Enteric viruses and bacteriophages are exposed to various inactivating factors outside their host, and among them chlorine and heat are the most commonly used sanitizer in water industry and treatment in the food industry, respectively. Using MS2 phages as models for enteric viruses, we investigated the impact of free chlorine and heat on their physicochemical properties. Free chlorine was first evaluated alone.
View Article and Find Full Text PDFRaspberries are vulnerable products for which industrial treatment solutions ensuring both food safety and sensory quality are not easily applicable. Raspberries have been associated with numerous foodborne outbreaks in recent decades. Ozone has been proven effective as a drinking water treatment against pathogenic microorganisms.
View Article and Find Full Text PDFSDS is commonly employed as BGE additive in CZE analysis of non-enveloped icosahedral viruses. But the way by which SDS interacts with the surface of such viruses remains to date poorly known, making complicate to understand their behavior during a run. In this article, two related bacteriophages, MS2 and Qβ, are used as model to investigate the migration mechanism of non-enveloped icosahedral viruses in SDS-based CZE.
View Article and Find Full Text PDFHeat and free chlorine are among the most efficient and commonly used treatments to inactivate enteric viruses, but their global inactivation mechanisms have not been elucidated yet. These treatments have been shown to affect at least the capsid proteins of viruses and thus may affect the surface properties (i.e.
View Article and Find Full Text PDFFood Environ Virol
December 2016
The differences in physicochemical characteristics between infectious and non-infectious viral particles are poorly known. Even for heat, which is known as one of the most efficient treatments to inactivate enteric viruses, the global inactivation mechanisms have not been described yet. Such knowledge would help distinguish between both types of particles and therefore clarify the interpretation of the presence of viral genomes in food after heat treatment.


Filter the entries for the word "group". Copy each line in which it occurs.

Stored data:
[Start of Attachment]

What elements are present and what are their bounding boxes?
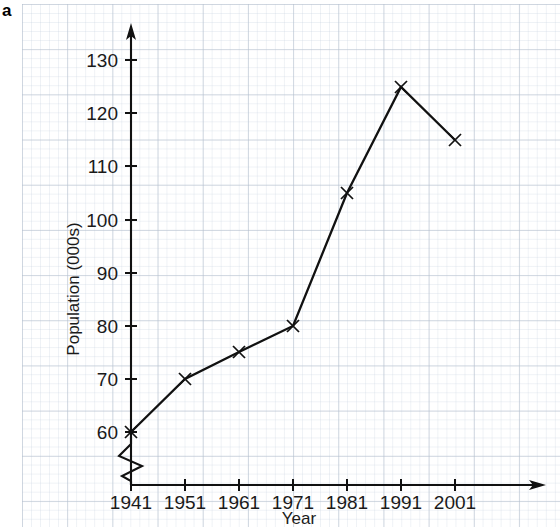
data-point-1951 <box>179 373 191 385</box>
y-tick-label-60: 60 <box>97 422 118 443</box>
data-series-line <box>131 87 455 432</box>
x-tick-label-1961: 1961 <box>218 492 260 513</box>
chart-page: a 130 120 110 100 <box>0 0 560 527</box>
y-axis-title: Population (000s) <box>64 222 83 355</box>
data-markers <box>125 81 461 438</box>
y-tick-label-100: 100 <box>86 210 118 231</box>
data-point-1961 <box>233 346 245 358</box>
x-tick-label-1981: 1981 <box>326 492 368 513</box>
data-point-1991 <box>395 81 407 93</box>
y-tick-label-90: 90 <box>97 263 118 284</box>
x-tick-label-1941: 1941 <box>110 492 152 513</box>
x-axis-title: Year <box>282 509 317 527</box>
line-chart-plot: 130 120 110 100 90 80 70 60 1941 1951 19… <box>0 0 560 527</box>
y-tick-label-130: 130 <box>86 50 118 71</box>
y-tick-label-80: 80 <box>97 316 118 337</box>
data-point-1971 <box>287 320 299 332</box>
x-axis-group <box>131 480 546 490</box>
y-tick-label-70: 70 <box>97 369 118 390</box>
y-tick-labels: 130 120 110 100 90 80 70 60 <box>86 50 118 443</box>
y-tick-label-110: 110 <box>88 156 118 177</box>
x-tick-label-2001: 2001 <box>434 492 476 513</box>
data-point-2001 <box>449 134 461 146</box>
x-tick-label-1991: 1991 <box>380 492 422 513</box>
y-tick-label-120: 120 <box>86 103 118 124</box>
data-point-1981 <box>341 187 353 199</box>
x-tick-label-1951: 1951 <box>164 492 206 513</box>
y-axis-group <box>126 23 136 485</box>
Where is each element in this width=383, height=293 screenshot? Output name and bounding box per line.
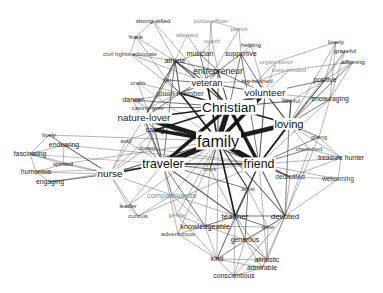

[End of Attachment]

● **Task answer**
x-axis-group <box>131 480 546 490</box>
y-axis-group <box>126 23 136 485</box>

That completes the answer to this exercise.